Pilkey’s books are literally potty humor, the type of stuff that gets boffo laffs from the elementary-school set. But some people don’t think their children should be exposed to it, and they’d like to make that decision for other parents, as well.

According to ALA statistics, 429 challenges have been made against various books in U.S. libraries since the beginning of 2013. Of those, 111 were in Texas, which probably doesn’t surprise anyone. In response, each September, the ALA designates a “Banned Books Week” to bring awareness of the problem to the public.

So, happy Banned Books Week, folks.

And it’s not just children’s books that get challenged. Other titles that routinely draw objections include The Absolutely True Diary of a Part-Time Indian, Looking for Alaska, The Hunger Games, The Things They Carried, and The Color Purple. Grounds for challenging these books include racist content, offensive language, sexual content, homosexuality, drug- and alcohol-related content, anti-religious content, and cultural insensitivity.

Sometimes, if enough pressure is brought to bear, books get banned, even really good books. Imagine, for example, not being able to read For Whom the Bell Tolls, The Adventures of Huckleberry Finn, The Catcher in the Rye, The Great Gatsby, or I Know Why the Caged Bird Sings. All of those books (and many more) have been removed from an American library somewhere, because they offended someone, somehow.
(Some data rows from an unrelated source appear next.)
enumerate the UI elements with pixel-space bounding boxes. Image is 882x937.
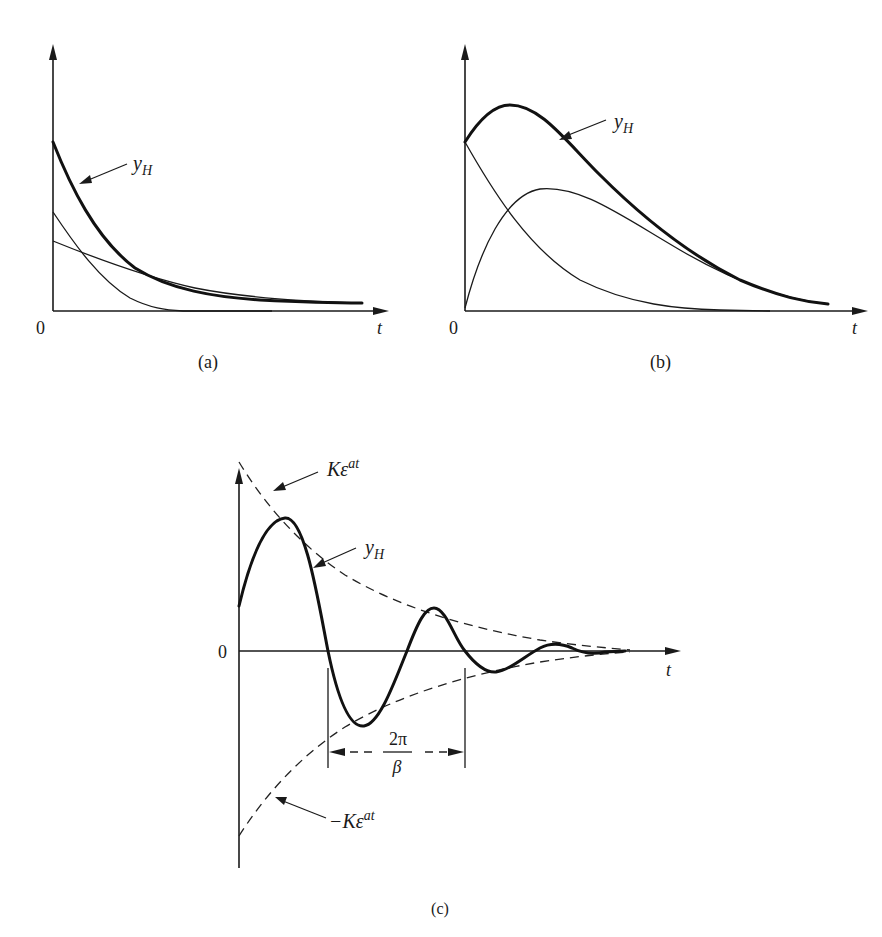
caption-a: (a) [198,352,218,373]
yh-curve-a [53,142,362,303]
period-numerator: 2π [389,729,407,749]
x-axis-arrow-icon [852,307,868,315]
yh-label-a: yH [131,152,153,178]
yh-pointer-c [320,548,356,564]
panel-a: yH 0 t (a) [36,44,389,373]
pointer-arrow-icon [79,175,92,184]
y-axis-arrow-icon [461,44,469,60]
period-arrow-left-icon [329,748,345,756]
upper-envelope-pointer [280,472,318,488]
lower-envelope-pointer [283,801,326,818]
lower-envelope-label: −Kεat [329,808,376,832]
origin-label-c: 0 [218,642,227,662]
yh-label-c: yH [363,536,385,562]
t-label-b: t [852,318,858,338]
origin-label-a: 0 [36,318,45,338]
yh-label-b: yH [612,110,634,136]
lower-envelope-curve [239,652,630,836]
x-axis-arrow-icon [665,647,681,655]
pointer-arrow-icon [273,482,286,491]
pointer-arrow-icon [275,797,287,805]
panel-c: Kεat yH −Kεat 2π β 0 t (c) [218,456,681,918]
upper-envelope-curve [239,462,630,650]
period-arrow-right-icon [448,748,464,756]
caption-c: (c) [431,900,449,918]
y-axis-arrow-icon [49,44,57,60]
pointer-arrow-icon [313,558,326,568]
yh-curve-b [465,105,828,304]
t-exponential-curve [465,189,828,308]
panel-b: yH 0 t (b) [449,44,868,373]
decaying-exponential-curve [465,142,770,311]
y-axis-arrow-icon [235,468,243,484]
origin-label-b: 0 [449,318,458,338]
yh-pointer-b [566,120,606,136]
t-label-c: t [666,660,672,680]
x-axis-arrow-icon [373,307,389,315]
t-label-a: t [377,318,383,338]
upper-envelope-label: Kεat [326,456,360,480]
caption-b: (b) [650,352,671,373]
yh-curve-c [239,518,625,726]
fast-exponential-curve [53,212,272,311]
figure-canvas: yH 0 t (a) yH 0 t (b) [0,0,882,937]
period-denominator: β [392,757,402,777]
yh-pointer-a [86,164,127,181]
But that’s the thing: Writing — good and bad — will always offend somebody. One person’s core truth is another’s big lie. The written word can trigger people’s deepest fears, causing them to react with anger or to attempt to devalue the messenger. We live in a hair-trigger, ADD world, where assessing an incident in the news, or another’s point of view, is often reduced to quick snark or name-calling. The internet has bred battalions of anonymous keyboard kommandos, eager to defend and promote their world-view and disparage those with whom they disagree.

Sifting the wheat from the chaff can be tough work. Just ask Captain Underpants.

* * *

And speaking of opinions … I’m pleased to announce that former CA editor and metro columnist Wendi C. Thomas will be writing a column for the Flyer on alternate weeks, beginning in this issue on page 10.